Saturday, December 13, 2008

to be or not to be

Throughout the course of the play, Hamlet begins to doubt his faith, question the afterlife, and attempts to reason through all of chaos in his life. Shakespeare informs his audience that Hamlet and his best friend Horatio attend school in Wittenburg, a Protestant school. Although, the majority of the other characters are Catholic, the audience is led to believe that Hamlet holds to protestant teaching and heaven as an afterlife. This religious position would deeply question the ghost that appears right off the bat, starting the play. As the ghost beckons Hamlet to follow, Hamlet says, "Why, what should be the fear? I do not set my life at a pin's fee, and for my soul, what can it do to that, being a thing immortal itself? It waves me forth again. I'll follow it." Although Hamlet's schooling would have taught him to be skeptical in such an encounter, Hamlet is curious and has a "what have i got to lose" attitude.

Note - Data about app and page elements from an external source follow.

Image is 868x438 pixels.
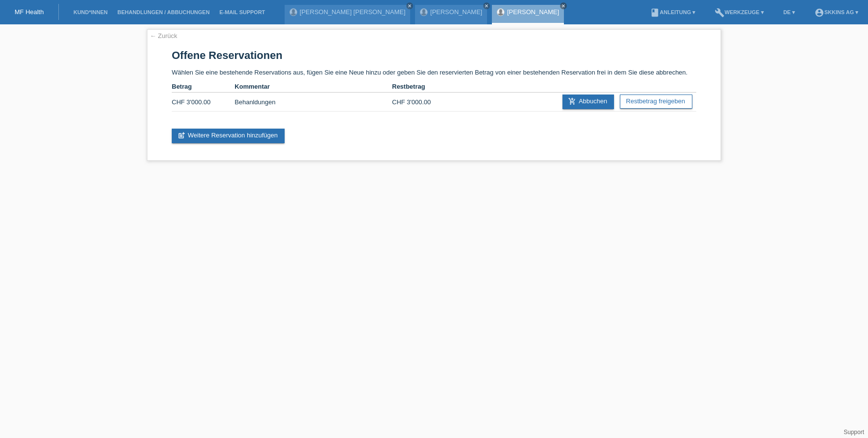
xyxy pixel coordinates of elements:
a: ← Zurück [150,32,177,39]
a: Kund*innen [69,10,112,15]
i: add_shopping_cart [568,97,576,105]
a: Restbetrag freigeben [619,94,692,109]
h1: Offene Reservationen [171,49,696,61]
td: CHF 3'000.00 [171,93,234,112]
a: E-Mail Support [214,10,270,15]
a: buildWerkzeuge ▾ [709,10,768,15]
i: close [407,3,412,8]
i: post_add [178,132,186,140]
i: book [650,8,659,18]
a: DE ▾ [778,10,799,15]
th: Betrag [171,81,234,93]
i: close [484,3,489,8]
div: Wählen Sie eine bestehende Reservations aus, fügen Sie eine Neue hinzu oder geben Sie den reservi... [147,30,721,160]
a: close [560,2,567,10]
a: post_addWeitere Reservation hinzufügen [171,128,285,143]
a: bookAnleitung ▾ [645,10,700,15]
td: Behanldungen [234,93,391,112]
a: [PERSON_NAME] [507,8,559,16]
td: CHF 3'000.00 [392,93,455,112]
i: build [714,8,725,18]
a: Support [843,428,864,436]
a: close [407,2,413,10]
a: Behandlungen / Abbuchungen [112,10,214,15]
i: close [561,3,566,8]
a: [PERSON_NAME] [PERSON_NAME] [300,8,405,16]
a: MF Health [14,8,44,16]
th: Kommentar [234,81,391,93]
a: close [483,2,490,10]
a: account_circleSKKINS AG ▾ [809,10,863,15]
a: [PERSON_NAME] [430,8,482,16]
i: account_circle [815,8,824,18]
a: add_shopping_cartAbbuchen [562,94,614,109]
th: Restbetrag [392,81,455,93]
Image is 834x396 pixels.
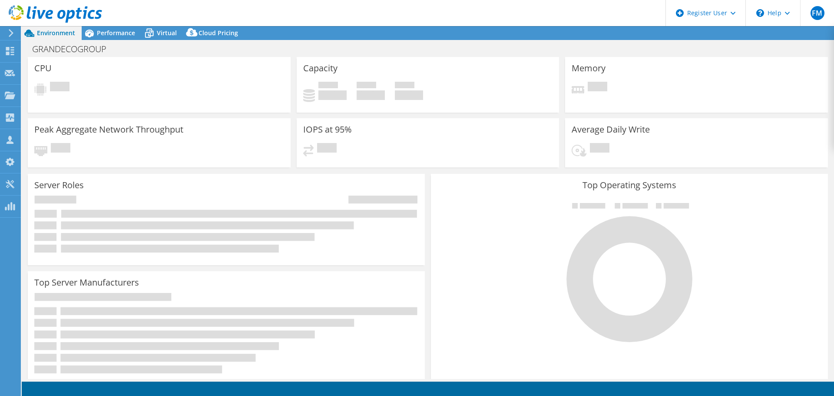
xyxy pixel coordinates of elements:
[357,90,385,100] h4: 0 GiB
[590,143,609,155] span: Pending
[34,180,84,190] h3: Server Roles
[28,44,120,54] h1: GRANDECOGROUP
[357,82,376,90] span: Free
[572,125,650,134] h3: Average Daily Write
[34,278,139,287] h3: Top Server Manufacturers
[199,29,238,37] span: Cloud Pricing
[395,90,423,100] h4: 0 GiB
[811,6,825,20] span: FM
[34,125,183,134] h3: Peak Aggregate Network Throughput
[437,180,821,190] h3: Top Operating Systems
[97,29,135,37] span: Performance
[318,90,347,100] h4: 0 GiB
[157,29,177,37] span: Virtual
[756,9,764,17] svg: \n
[303,125,352,134] h3: IOPS at 95%
[395,82,414,90] span: Total
[317,143,337,155] span: Pending
[318,82,338,90] span: Used
[34,63,52,73] h3: CPU
[37,29,75,37] span: Environment
[50,82,70,93] span: Pending
[588,82,607,93] span: Pending
[572,63,606,73] h3: Memory
[51,143,70,155] span: Pending
[303,63,338,73] h3: Capacity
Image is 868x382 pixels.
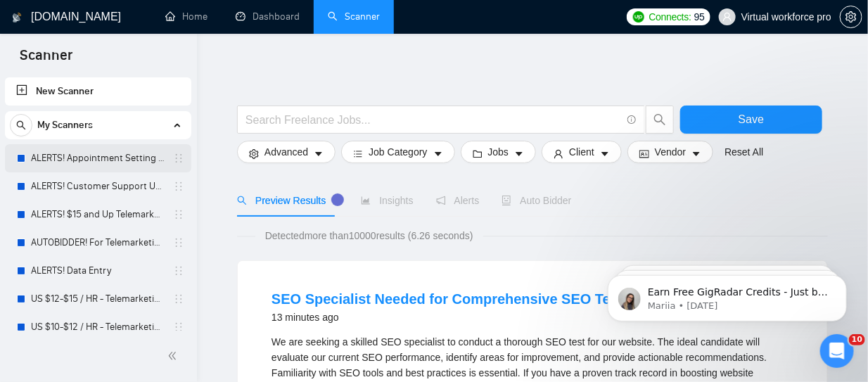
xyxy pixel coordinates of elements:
span: caret-down [600,148,610,159]
span: user [554,148,563,159]
div: Tooltip anchor [331,193,344,206]
img: upwork-logo.png [633,11,644,23]
a: US $12-$15 / HR - Telemarketing [31,285,165,313]
span: Jobs [488,144,509,160]
span: idcard [639,148,649,159]
li: New Scanner [5,77,191,105]
button: barsJob Categorycaret-down [341,140,455,163]
span: setting [249,148,259,159]
a: dashboardDashboard [236,11,299,23]
span: Auto Bidder [501,195,571,206]
span: Alerts [436,195,480,206]
a: ALERTS! $15 and Up Telemarketing [31,200,165,228]
span: Client [569,144,594,160]
a: SEO Specialist Needed for Comprehensive SEO Test [271,291,623,306]
span: double-left [168,348,182,363]
div: 13 minutes ago [271,309,623,326]
span: caret-down [314,148,324,159]
span: caret-down [514,148,524,159]
button: search [646,105,674,133]
span: holder [173,293,184,305]
span: Preview Results [237,195,338,206]
span: bars [353,148,363,159]
button: search [10,114,32,136]
span: folder [473,148,483,159]
button: Save [680,105,822,133]
a: Reset All [725,144,763,160]
span: holder [173,209,184,220]
input: Search Freelance Jobs... [246,111,621,129]
span: 10 [849,334,865,345]
span: Detected more than 10000 results (6.26 seconds) [255,228,484,243]
span: Vendor [655,144,686,160]
span: notification [436,196,446,205]
span: Connects: [649,9,692,25]
button: idcardVendorcaret-down [628,140,714,163]
span: holder [173,153,184,164]
span: info-circle [628,115,636,125]
span: holder [173,181,184,192]
span: 95 [694,9,705,25]
span: Save [739,111,763,128]
iframe: Intercom notifications message [586,246,868,344]
button: userClientcaret-down [541,140,622,163]
span: setting [841,11,862,23]
span: area-chart [361,196,370,205]
a: ALERTS! Customer Support USA [31,172,165,200]
span: holder [173,321,184,333]
a: ALERTS! Data Entry [31,256,165,285]
span: Advanced [264,144,308,160]
span: user [722,12,732,22]
span: Insights [361,195,413,206]
a: searchScanner [328,11,380,23]
img: logo [12,6,22,29]
span: search [647,113,673,126]
span: Job Category [369,144,427,160]
span: Scanner [9,45,83,75]
a: homeHome [165,11,207,23]
span: caret-down [434,148,443,159]
span: My Scanners [37,111,93,140]
span: search [237,196,247,205]
a: ALERTS! Appointment Setting or Cold Calling [31,144,165,172]
a: setting [840,11,863,23]
a: AUTOBIDDER! For Telemarketing in the [GEOGRAPHIC_DATA] [31,228,165,256]
button: folderJobscaret-down [461,140,537,163]
iframe: Intercom live chat [820,334,854,368]
button: setting [840,5,863,28]
span: search [11,120,32,130]
span: robot [501,196,512,205]
span: caret-down [692,148,701,159]
button: settingAdvancedcaret-down [237,140,335,163]
a: US $10-$12 / HR - Telemarketing [31,313,165,341]
a: New Scanner [16,77,180,105]
span: holder [173,265,184,276]
span: holder [173,237,184,248]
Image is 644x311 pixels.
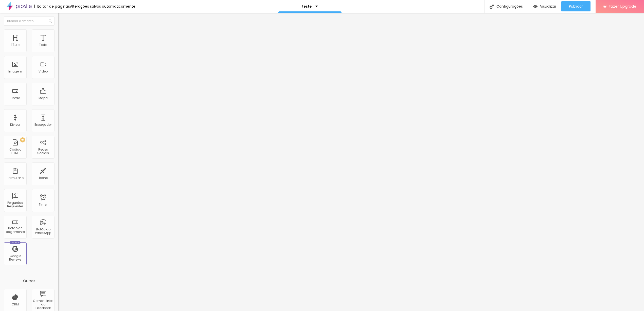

Even before his encounter with the ghost, Hamlet questions his worth and wishes he could die if only "the Everlasting had not fixed His canon 'gainst self-slaughter!!!" He says in his first soliloquy "O, that this too too sullied flesh would melt, thaw, and resolve itself into a dew!" In response to his father's death and the marriage of his mother to his uncle, Hamlet wonders why no one else considers the situation bizarre. He is emotionally fragile to the point where he wishes he could commit suicide.

Although Hamlet expresses such a range of emotions, he admits himself that he can't understand why those emotions can't be turned into action. Especially after he learns of his father's murder by his uncle, he suffers inner conflict in not being able to bring himself to kill the king. In Act Two, during the play, Hamlet ponders, "What is he to Hecuba or Hecuba to him, that he should weep for her?" He questions why an actor can express his emotions so freely and passionately over a simple play, while he can't even when his is reality. Hamlet continues to question the after life during his famous "to be or not to be" speech in Act Three. This speech seems to sum up Hamlet's emotional state throughout the play in a simple and short phrase. He is torn between his chaotic life on earth and his death, forever loomed over by uncertainty.

During Hamlet's iconic conversation with Yorick's skull, he seems to come to terms with death. He talks to the skull with humor and wit, very much an example of dark humor. He comes to accept that all people die. All people will one day be a skull in a graveyard. No matter what mistakes you make in life, don't really matter, because the Divine is sovereign: "There's a divinity that shapes our ends, rough hew them how we will."

In the end he admits his love for Ophelia after learning of her death by suicide. Their love story is another subplot within the play, another example of Hamlet's continual emotional battle. He loves her, than he pretends not to, breaks her heart, then claims to love her more than "forty thousand brothers." Obviously her suicide creates tension and raises many questions among the other characters. I think that when it comes to his death, Hamlet goes on to heaven. He understands and accepts protestant teaching, even though he may face life pessimistically.